Wednesday, March 10, 2010

Chido Johnson’s “Let’s Talk About Love, Baby”

The Art of the Artist’s Book at the Oakland University Art Gallery through April 4, 2010
Valentine’s Day Event! Special informal talk with collaborating artists, Sunday, Feb. 14 from 2 to 4 p.m.

alt textFahrenheit 450 (Homage to Bradbury and Orwell), 2000-2010
by IAIN BAXTER&

Not one of those touchy-feely people? Don’t like to talk about love? Well, JUST GO READ A BOOK. Seriously! Read one of the books designed and made by an artist in Chido Johnson’s traveling project/installation, “Let’s Talk About Love, Baby.”

Born and raised in Zimbabwe, Johnson spent his youth reading whatever he could get his hands on. As fate would have it, the rural mission small library had an abundance of romance novels. At the time the project was conceived Johnson was living and teaching in Sweden, he came to the US at a time when love was not in the air. Politics du jour were focused on the tense situation in the Gaza Strip. Johnson responded strongly to how society diminished the individuals affected by the violence by referring to them as “these people.”

Thinking about our innate ability to homogenize individuals, Johnson turned to art, and the book project specifically, to root us back into experiencing love, life and humanity directly by living rather than being fed information off a computer screen. Picking up one of the books from the beautifully crafted wooden shelves made by Johnson himself, you are swept into the precious imaginings of artists’ creations from around the world, using cassettes, tape recorders, French literature, sculpture, painting, silversmith, collage, photography and more. We’re taken on a journey into the heart and soul that leads us to what Johnson calls the “in-between space where pain and pleasure exist simultaneously … a space the word love can only begin to describe.”

Johnson’s vision is to someday have 1,000 uniquely made books, a library of love. The website created for the artists who participate in the project is an artistic labor of love. Visit http://www.letstalkaboutlovebaby. He was also chosen to be part of a conference on February 13th with “Artists” Book Reading, at the Joan Flasch Artists’ Book Collection at the CAA Conference in Chicago, http://www.collegeart.org/.

Johnson’s project is part of a larger show at the Oakland University Art Gallery, The Art of the Artist’s Book, works chosen lovingly by curator Dick Goody. In the exhibition’s beautifully crafted fold-out catalogue, Goody writes articulately about artists’ books:
“Walter Benjamin implied that only little-known, little-seen works of art…retain this pejoratively perceived aura. Artist’s books are therefore problematic in the sense that they evade such mass appeal…Their conversion into the realm of mass culture is almost impossible, which makes this exhibition all that more valuable; it is an exploration into the realm of intrinsically exclusive and private material.”

Participating artists range from local artists Lynne Avadenka, Ed Fraga, Susan Goethel Campbell and Dennis Jones to internationally renowned artists like Kiki Smith, Kara Walker, Mathew Barney and Christian Boltanski.

The breadth of work in the show is overwhelming, plan to take your time going through this exhibit. Like a good book you will not want to put it down.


- How to complete this task -
Pick each line containing the word "Verifications" out of the data below.

** Supplied material follows **

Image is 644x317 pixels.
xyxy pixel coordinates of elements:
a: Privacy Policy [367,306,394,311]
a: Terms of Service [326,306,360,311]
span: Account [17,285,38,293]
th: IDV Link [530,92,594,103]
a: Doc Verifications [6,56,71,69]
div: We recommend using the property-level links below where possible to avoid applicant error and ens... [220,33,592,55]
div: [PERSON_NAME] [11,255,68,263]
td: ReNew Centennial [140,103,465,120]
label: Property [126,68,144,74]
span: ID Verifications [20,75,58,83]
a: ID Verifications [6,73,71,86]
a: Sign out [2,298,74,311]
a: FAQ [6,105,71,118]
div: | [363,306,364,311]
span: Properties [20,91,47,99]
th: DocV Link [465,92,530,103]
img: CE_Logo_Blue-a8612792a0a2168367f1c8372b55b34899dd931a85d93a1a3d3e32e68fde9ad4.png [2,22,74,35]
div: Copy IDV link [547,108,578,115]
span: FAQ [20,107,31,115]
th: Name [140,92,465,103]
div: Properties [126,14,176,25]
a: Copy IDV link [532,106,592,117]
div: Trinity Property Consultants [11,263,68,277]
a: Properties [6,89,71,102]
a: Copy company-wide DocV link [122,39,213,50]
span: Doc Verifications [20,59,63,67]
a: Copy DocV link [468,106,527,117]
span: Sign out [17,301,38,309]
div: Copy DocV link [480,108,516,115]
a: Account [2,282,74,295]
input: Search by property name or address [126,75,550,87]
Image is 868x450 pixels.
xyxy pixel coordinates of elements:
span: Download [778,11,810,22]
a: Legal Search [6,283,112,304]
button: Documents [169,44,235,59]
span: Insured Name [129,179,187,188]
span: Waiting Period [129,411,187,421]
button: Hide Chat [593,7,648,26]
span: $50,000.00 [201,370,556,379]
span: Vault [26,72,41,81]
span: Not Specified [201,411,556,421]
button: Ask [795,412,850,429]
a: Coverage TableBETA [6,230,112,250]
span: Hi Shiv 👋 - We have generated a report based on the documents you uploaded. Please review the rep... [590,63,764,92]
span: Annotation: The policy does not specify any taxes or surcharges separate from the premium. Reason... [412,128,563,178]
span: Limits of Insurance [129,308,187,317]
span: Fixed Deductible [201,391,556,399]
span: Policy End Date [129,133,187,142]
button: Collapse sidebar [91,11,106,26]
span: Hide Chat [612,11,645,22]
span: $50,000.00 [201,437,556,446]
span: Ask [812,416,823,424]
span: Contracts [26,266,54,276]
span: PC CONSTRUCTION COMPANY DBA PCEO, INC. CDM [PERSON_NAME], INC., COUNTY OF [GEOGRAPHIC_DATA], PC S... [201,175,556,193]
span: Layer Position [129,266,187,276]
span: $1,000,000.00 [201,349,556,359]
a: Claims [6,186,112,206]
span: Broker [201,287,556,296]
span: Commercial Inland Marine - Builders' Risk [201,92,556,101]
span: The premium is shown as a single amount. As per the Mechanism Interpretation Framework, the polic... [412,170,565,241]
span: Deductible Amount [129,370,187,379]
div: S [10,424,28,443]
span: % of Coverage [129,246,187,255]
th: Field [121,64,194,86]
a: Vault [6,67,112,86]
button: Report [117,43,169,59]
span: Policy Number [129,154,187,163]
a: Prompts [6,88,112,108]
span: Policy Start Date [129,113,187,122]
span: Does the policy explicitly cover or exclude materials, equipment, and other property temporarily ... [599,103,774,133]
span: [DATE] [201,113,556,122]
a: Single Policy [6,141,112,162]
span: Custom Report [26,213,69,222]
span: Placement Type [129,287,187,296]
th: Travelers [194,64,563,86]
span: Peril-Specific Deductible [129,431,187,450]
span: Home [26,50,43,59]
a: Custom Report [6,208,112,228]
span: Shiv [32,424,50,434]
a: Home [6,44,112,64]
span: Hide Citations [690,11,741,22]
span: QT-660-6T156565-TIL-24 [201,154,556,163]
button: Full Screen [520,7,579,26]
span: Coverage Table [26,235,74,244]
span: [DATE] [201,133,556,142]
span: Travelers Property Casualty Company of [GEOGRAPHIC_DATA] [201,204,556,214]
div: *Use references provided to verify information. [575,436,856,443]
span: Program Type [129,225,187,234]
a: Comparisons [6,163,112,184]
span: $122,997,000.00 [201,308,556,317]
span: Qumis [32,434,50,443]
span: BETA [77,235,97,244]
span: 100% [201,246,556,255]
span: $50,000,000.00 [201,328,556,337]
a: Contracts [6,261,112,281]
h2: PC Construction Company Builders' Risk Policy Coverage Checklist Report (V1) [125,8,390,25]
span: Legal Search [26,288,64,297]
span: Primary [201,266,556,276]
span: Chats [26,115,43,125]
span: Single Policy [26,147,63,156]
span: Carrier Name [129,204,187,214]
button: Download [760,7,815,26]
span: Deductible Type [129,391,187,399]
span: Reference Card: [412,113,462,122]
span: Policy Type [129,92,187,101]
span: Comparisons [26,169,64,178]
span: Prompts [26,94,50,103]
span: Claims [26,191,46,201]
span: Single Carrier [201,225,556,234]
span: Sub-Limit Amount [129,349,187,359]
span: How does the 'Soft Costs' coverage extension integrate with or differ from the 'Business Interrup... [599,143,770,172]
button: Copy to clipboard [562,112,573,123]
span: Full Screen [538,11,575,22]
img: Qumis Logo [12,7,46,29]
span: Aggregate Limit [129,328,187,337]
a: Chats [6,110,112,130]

** End of Supplied material **
** Supplied material follows **

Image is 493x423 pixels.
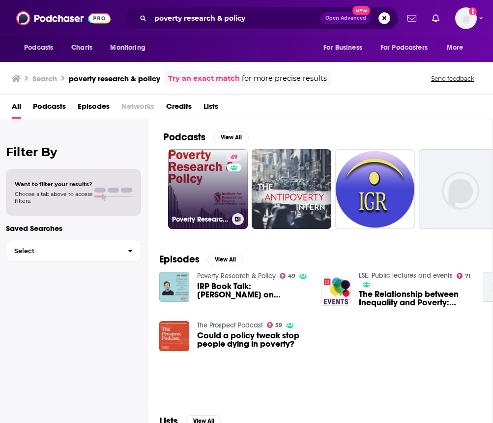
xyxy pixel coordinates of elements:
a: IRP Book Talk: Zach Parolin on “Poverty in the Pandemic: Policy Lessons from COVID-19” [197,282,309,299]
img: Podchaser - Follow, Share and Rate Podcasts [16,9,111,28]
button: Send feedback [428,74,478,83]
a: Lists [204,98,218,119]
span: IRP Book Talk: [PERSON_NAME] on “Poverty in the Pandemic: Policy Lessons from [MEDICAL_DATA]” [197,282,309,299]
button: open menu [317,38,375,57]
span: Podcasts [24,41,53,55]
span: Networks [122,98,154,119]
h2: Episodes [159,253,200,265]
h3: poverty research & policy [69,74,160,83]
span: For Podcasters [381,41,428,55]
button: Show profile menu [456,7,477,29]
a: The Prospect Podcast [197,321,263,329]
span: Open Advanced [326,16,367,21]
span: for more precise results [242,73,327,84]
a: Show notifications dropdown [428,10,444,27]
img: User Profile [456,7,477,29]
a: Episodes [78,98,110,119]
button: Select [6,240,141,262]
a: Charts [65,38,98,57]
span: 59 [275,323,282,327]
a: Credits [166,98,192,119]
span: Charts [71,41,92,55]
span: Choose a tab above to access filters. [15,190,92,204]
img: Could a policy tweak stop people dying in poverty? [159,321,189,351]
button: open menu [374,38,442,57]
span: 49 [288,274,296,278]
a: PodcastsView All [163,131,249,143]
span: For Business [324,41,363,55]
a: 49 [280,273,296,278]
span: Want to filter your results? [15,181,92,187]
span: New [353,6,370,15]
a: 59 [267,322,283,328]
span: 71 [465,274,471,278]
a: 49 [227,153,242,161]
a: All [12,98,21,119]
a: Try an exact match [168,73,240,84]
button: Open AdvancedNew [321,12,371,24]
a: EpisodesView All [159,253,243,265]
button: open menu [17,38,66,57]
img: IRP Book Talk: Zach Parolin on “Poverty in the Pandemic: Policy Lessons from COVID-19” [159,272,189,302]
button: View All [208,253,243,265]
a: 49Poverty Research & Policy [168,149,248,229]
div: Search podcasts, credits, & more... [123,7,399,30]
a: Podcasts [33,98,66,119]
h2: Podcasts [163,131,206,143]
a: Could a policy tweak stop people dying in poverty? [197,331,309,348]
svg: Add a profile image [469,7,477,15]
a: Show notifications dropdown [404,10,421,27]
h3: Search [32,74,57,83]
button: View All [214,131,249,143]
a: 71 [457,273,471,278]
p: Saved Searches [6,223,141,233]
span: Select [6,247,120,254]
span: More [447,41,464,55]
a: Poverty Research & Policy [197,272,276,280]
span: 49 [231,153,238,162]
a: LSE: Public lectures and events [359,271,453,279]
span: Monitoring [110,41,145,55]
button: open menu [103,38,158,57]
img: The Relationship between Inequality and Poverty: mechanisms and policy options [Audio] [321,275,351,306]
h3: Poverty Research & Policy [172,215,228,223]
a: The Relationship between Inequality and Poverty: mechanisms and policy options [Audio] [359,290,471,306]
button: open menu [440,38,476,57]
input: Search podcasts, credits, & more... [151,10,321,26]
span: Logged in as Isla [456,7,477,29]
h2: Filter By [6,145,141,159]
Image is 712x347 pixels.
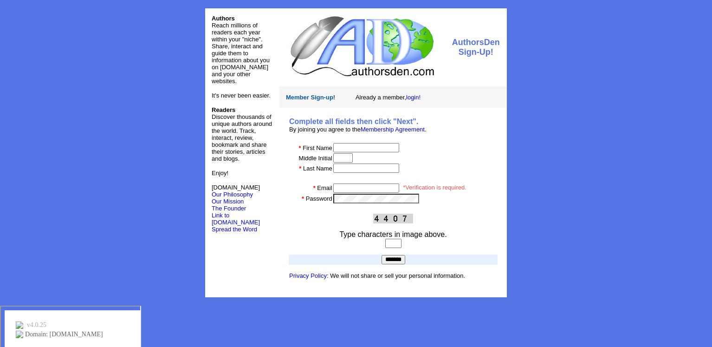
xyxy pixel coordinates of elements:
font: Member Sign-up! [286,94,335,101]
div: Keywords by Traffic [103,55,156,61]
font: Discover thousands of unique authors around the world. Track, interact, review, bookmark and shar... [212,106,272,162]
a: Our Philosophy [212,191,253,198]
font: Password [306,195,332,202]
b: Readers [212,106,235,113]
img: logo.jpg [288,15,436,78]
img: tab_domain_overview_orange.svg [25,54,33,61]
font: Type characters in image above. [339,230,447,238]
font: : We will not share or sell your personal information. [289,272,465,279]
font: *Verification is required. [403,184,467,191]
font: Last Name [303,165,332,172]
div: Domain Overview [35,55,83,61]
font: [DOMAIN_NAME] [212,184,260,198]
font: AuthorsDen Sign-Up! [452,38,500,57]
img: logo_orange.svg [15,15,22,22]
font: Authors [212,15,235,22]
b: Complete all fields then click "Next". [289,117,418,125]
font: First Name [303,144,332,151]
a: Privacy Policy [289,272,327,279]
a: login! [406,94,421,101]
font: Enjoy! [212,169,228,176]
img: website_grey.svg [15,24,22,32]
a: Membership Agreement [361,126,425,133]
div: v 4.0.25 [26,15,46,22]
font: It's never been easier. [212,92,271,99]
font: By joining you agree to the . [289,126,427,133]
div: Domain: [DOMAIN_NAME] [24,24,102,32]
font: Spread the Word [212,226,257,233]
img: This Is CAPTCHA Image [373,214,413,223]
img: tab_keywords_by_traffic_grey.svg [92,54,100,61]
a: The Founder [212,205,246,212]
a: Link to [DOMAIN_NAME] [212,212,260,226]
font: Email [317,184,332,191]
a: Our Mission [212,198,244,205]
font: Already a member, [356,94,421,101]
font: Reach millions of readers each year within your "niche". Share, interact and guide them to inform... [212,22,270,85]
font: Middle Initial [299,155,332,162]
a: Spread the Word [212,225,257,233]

** End of Supplied material **

- Written response -
a: Doc Verifications [6,56,71,69]
span: ID Verifications [20,75,58,83]
a: ID Verifications [6,73,71,86]
span: Doc Verifications [20,59,63,67]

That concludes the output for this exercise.